Finance

Congress Is Almost Done Drafting a Puerto Rico Bill. Now What?

The House Natural Resources Committee is so close to finalizing language to help Puerto Rico with its debt crisis that stakeholders are taking positions on specific provisions of a draft leaked late last week.

Republicans on the committee, led by Chairman Rob Bishop (R-Utah), are taking an optimistic tone with the legislation by borrowing the Spanish word for “promise” and calling the bill the Puerto Rico Oversight, Management, and Economic Stability Act, or PROMESA.

Bishop’s bill so far has taken criticism from both Democrats and Republicans, though the final version will still probably pass when it comes to the House floor next month for a vote. That’s because the measure avoids allowing San Juan to declare Chapter 9 bankruptcy, a key red line set by the conservative Republican Study Committee.

The commonwealth’s elected representative to Congress, however, is still trying to extract a few more promises from Republicans before the House votes on the legislation. Resident Commissioner Pedro Pierluisi, a Democrat, said in a lengthy statement on Sunday that he would like to see a handful of changes to the draft measure before he’ll support it.

Most of Pierluisi’s requested changes focus on the the strong financial oversight board that the bill would establish. He said the bill needs to be changed so the board expires sooner than the current ending of five years of balanced budgets on the island.

Puerto Rico Gov. Alejandro García Padilla said at a Monday afternoon press conference in San Juan that the bill as it currently stands is unacceptable to him because of the strength of the fiscal control board.

“This board would come to impose itself against democracy,” García Padilla said, according to an informal translation of his remarks. “This is not acceptable.”

Pierluisi also wants Congress to avoid giving the board the authority to micromanage the financial decisions that the island makes. He said legislators appear to have copied language from a similar measure to address a fiscal crisis in the District of Columbia in the mid-1990s. The proposed Puerto Rico board would have “excessive, unnecessary and anti-democratic powers.”

“I have advised the chairman of my strong opposition to these provisions, and I believe he is open to taking a good, hard look at them,” Pierluisi said.  “Let me be clear.  This bill can and will evolve. It contains great, good, mediocre, and bad provisions.”

Pierluisi has also objected, along with officials in San Juan, to create a position on the board that would have the authority to reject contracts Puerto Rico’s government signs.

Daniel Hanson, an analyst with the Washington-based consulting firm Height Securities, said in an analysis of the draft that Pierluisi might have enough sway in Congress to get his way on some measures. “Pierluisi’s opposition may carry some limited weight in Congress, as he is the lone representative of the territory to Washington D.C.,” he wrote.

The draft legislation, as it stood on Friday, contained dozens of measures sandwiched between brackets, symbolizing langauge that hasn’t been finalized through negotiations.

These bracketed provisions range from the mundane, such as whether a top official should be called the chief management officer or the chief restructuring officer, to the highly significant.

One bit of language that is both uncertain and important concerns the legal definition for a “debtor.” The current draft contains a bracketed line that would include insolvent entities as debtors, along with uncontroversial debtors such as the territory itself and “territorial instrumentalities,” referring to the public utilities that have racked up so much debt.

The draft language also sets out a complex mechanism that would allow for a stay on debt litigation, a move without precedent in U.S. law. The way the bill foresees that process is still in flux, but an automatic stay would be placed on debt litigation until the control board enters into force.

Susheel Kirpalani, a partner with  the law firm Quinn Emanuel who represents senior holders of Puerto Rico’s sales tax-backed COFINA bonds, told Morning Consult he thinks the bill represents an “excellent, responsible first draft.”

“I think that the House Natural Resources Committee has done an outstanding job of trying very hard to ensure that battle-tested principles that have been upheld under the U.S. Constitution are upheld under any kind of restructuring regime for Puerto Rico,” Kirpalani said in an interview.
But other bondholders aren’t so satisfied with the legislation. Bishop is already taking flak on the stay from the Main Street Bondholders Coalition, which represents small bondholders vested in Puerto Rico.

“We are extremely disappointed Chairman Bishop has put forth such a highly political bill, one that endangers a consensual solution between the Puerto Rican Government and constitutional bondholders,” Matthew Kandrach, vice president of the 60 Plus Association, said in a Monday statement. “The bill is a toxic combination of [House Minority Leader] Nancy Pelosi’s legal stay and the dangerous, precedent-setting Super Chapter 9 proposal that congressional Republicans supposedly rejected last year.”

The committee is expected to release the final version of the discussion draft on Tuesday and continue to update the bill before formally introducing legislation when the House returns in mid-April.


Write the data out again, word for word.

** Opening Extracted entries block **

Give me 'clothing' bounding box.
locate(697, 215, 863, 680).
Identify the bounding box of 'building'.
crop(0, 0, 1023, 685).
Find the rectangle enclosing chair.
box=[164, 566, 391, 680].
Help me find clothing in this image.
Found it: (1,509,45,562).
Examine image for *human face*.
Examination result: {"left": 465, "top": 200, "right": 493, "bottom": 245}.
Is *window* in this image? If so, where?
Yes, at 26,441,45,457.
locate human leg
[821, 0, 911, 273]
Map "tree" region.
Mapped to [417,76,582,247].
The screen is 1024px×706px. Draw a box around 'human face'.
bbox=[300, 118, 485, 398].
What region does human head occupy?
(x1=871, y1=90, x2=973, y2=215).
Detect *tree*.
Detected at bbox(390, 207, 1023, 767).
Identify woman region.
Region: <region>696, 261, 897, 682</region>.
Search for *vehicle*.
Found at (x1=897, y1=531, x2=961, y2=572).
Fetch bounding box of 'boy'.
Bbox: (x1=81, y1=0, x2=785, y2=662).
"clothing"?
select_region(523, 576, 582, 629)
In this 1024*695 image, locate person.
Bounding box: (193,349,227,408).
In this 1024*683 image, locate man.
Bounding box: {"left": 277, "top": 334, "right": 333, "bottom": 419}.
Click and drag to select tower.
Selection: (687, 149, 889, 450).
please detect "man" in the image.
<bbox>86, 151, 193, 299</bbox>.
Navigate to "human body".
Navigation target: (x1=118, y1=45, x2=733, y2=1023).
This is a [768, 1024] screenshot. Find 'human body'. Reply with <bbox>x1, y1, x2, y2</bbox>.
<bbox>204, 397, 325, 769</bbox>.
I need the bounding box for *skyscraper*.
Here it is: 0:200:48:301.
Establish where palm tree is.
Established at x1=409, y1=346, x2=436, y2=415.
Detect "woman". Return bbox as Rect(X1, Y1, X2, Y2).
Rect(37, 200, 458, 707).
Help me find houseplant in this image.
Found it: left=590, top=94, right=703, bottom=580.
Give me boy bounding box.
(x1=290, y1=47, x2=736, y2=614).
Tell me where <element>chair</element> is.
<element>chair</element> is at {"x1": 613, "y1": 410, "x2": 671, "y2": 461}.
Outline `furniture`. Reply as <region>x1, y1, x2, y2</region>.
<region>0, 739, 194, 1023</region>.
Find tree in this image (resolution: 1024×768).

** Closing Extracted entries block **

» Your response:
Give me 'clothing' bounding box.
locate(697, 215, 863, 680).
Identify the bounding box of 'building'.
crop(0, 0, 1023, 685).
Find the rectangle enclosing chair.
box=[164, 566, 391, 680].
Help me find clothing in this image.
Found it: (1,509,45,562).
Examine image for *human face*.
Examination result: {"left": 465, "top": 200, "right": 493, "bottom": 245}.
Is *window* in this image? If so, where?
Yes, at 26,441,45,457.
locate human leg
[821, 0, 911, 273]
Map "tree" region.
Mapped to [417,76,582,247].
The screen is 1024px×706px. Draw a box around 'human face'.
bbox=[300, 118, 485, 398].
What region does human head occupy?
(x1=871, y1=90, x2=973, y2=215).
Detect *tree*.
Detected at bbox(390, 207, 1023, 767).
Identify woman region.
Region: <region>696, 261, 897, 682</region>.
Search for *vehicle*.
Found at (x1=897, y1=531, x2=961, y2=572).
Fetch bounding box of 'boy'.
Bbox: (x1=81, y1=0, x2=785, y2=662).
"clothing"?
select_region(523, 576, 582, 629)
In this 1024*695 image, locate person.
Bounding box: (193,349,227,408).
In this 1024*683 image, locate man.
Bounding box: {"left": 277, "top": 334, "right": 333, "bottom": 419}.
Click and drag to select tower.
Selection: (687, 149, 889, 450).
please detect "man" in the image.
<bbox>86, 151, 193, 299</bbox>.
Navigate to "human body".
Navigation target: (x1=118, y1=45, x2=733, y2=1023).
This is a [768, 1024] screenshot. Find 'human body'. Reply with <bbox>x1, y1, x2, y2</bbox>.
<bbox>204, 397, 325, 769</bbox>.
I need the bounding box for *skyscraper*.
Here it is: 0:200:48:301.
Establish where palm tree is.
Established at x1=409, y1=346, x2=436, y2=415.
Detect "woman". Return bbox as Rect(X1, Y1, X2, Y2).
Rect(37, 200, 458, 707).
Help me find houseplant in this image.
Found it: left=590, top=94, right=703, bottom=580.
Give me boy bounding box.
(x1=290, y1=47, x2=736, y2=614).
Tell me where <element>chair</element> is.
<element>chair</element> is at {"x1": 613, "y1": 410, "x2": 671, "y2": 461}.
Outline `furniture`. Reply as <region>x1, y1, x2, y2</region>.
<region>0, 739, 194, 1023</region>.
Find tree in this image (resolution: 1024×768).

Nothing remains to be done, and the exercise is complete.